The letter, seen by MyLondon and which the publication reported on previously, explained why the family's request to be placed in the priority housing bracket was rejected. "It is without question that you would have been aware that the room in a shared house was not going to be suitable to accommodate your family of four," they wrote.
The court found that no reasonable council could have come to the same conclusions as Southwark Council did, and that Milton and his family should not be prepared to move far from their community in order to find decent housing: "The family attends his Church regularly, and they are very dependant on the Church for friendship and support. There is a large Latin American community in the Elephant and Castle area of Southwark […] which has provided support and contacts for the Claimant.
"Both the Claimant and his wife were only able to find work because of word-of-mouth recommendations within the local community. The children’s schools were in Southwark, and the Claimant’s wife mainly worked in the Elephant and Castle. It is therefore understandable that the Claimant and his family wish to remain in Southwark."
Responding to the court ruling in his favour, Milton said: "I had to move to this flat. When we looked at other places the agencies asked us for many months' rent in advance. I couldn’t rent a bigger place because it was too expensive. Southwark have constantly disbelieved me and my wife and tried to make us feel as though we were in the wrong.
"We feel so relieved that the judge has understood the situation we were in and has agreed that the council has broken the law in denying us housing. I hope that this can bring an end to the overcrowding we have faced for over five years."
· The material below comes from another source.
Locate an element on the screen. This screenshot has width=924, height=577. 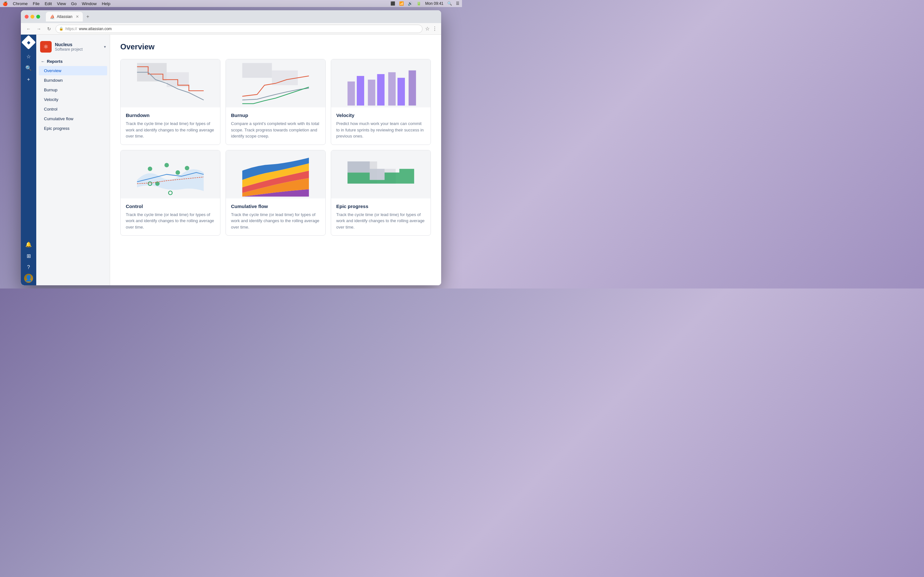
back-button: ← is located at coordinates (29, 29).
Milton and his family are members of Housing Action Southwark and Lambeth (HASL), a housing group which campaigns collectively for decent housing in the two boroughs. He was represented at the High Court by the Public Interest Law Centre and Jamie Burton QC and Caragh Nimmo of Doughty Street Chambers.
Elizabeth Wyatt of HASL said: "We are overjoyed for Milton and his family. This is yet another victory won by some of Southwark's most vulnerable private renters against a Labour council who have been set on blaming the victims of the housing crisis.
"For over four years, Southwark Council have subjected the family to disgusting treatment - asking them why they need to live in Southwark, telling them to live in other areas of the country and telling Milton that he should have left his family on another continent instead of reuniting with them. All this time, the family were suffering in unimaginable housing conditions."
Sam Tippet from the Public Interest Law Centre said: "We can only hope that after five years of indefensible gatekeeping, this judgment will finally allow Milton and his family access to affordable and suitably sized long-term housing. However, the root cause of our client’s problem is the extreme shortage of suitable council housing. In Southwark there are over 16,000 people on the housing register.
"The chronic underfunding of adequate housing for people on low incomes is a political failing at a local and national level. In London in particular, this issue disproportionately affects migrant communities and people of colour. Only a commitment to building more council housing will prevent more families being pushed into the intolerable situation that our client has had to endure. There is also an urgent need to introduce rent controls to ensure private tenants can afford a decent home."
Councillor Darren Merrill, cabinet member for council homes and homelessness at Southwark Council, said: "The judge ruled that the council was wrong to assess the family as deliberately overcrowding themselves. We respect the decision of the court and we are carefully reviewing the judgement.
'We should not have described them as deliberately overcrowded, and we are sorry we got this wrong. We’re continuing to work with the family to provide them with support, to ensure their housing needs will be met."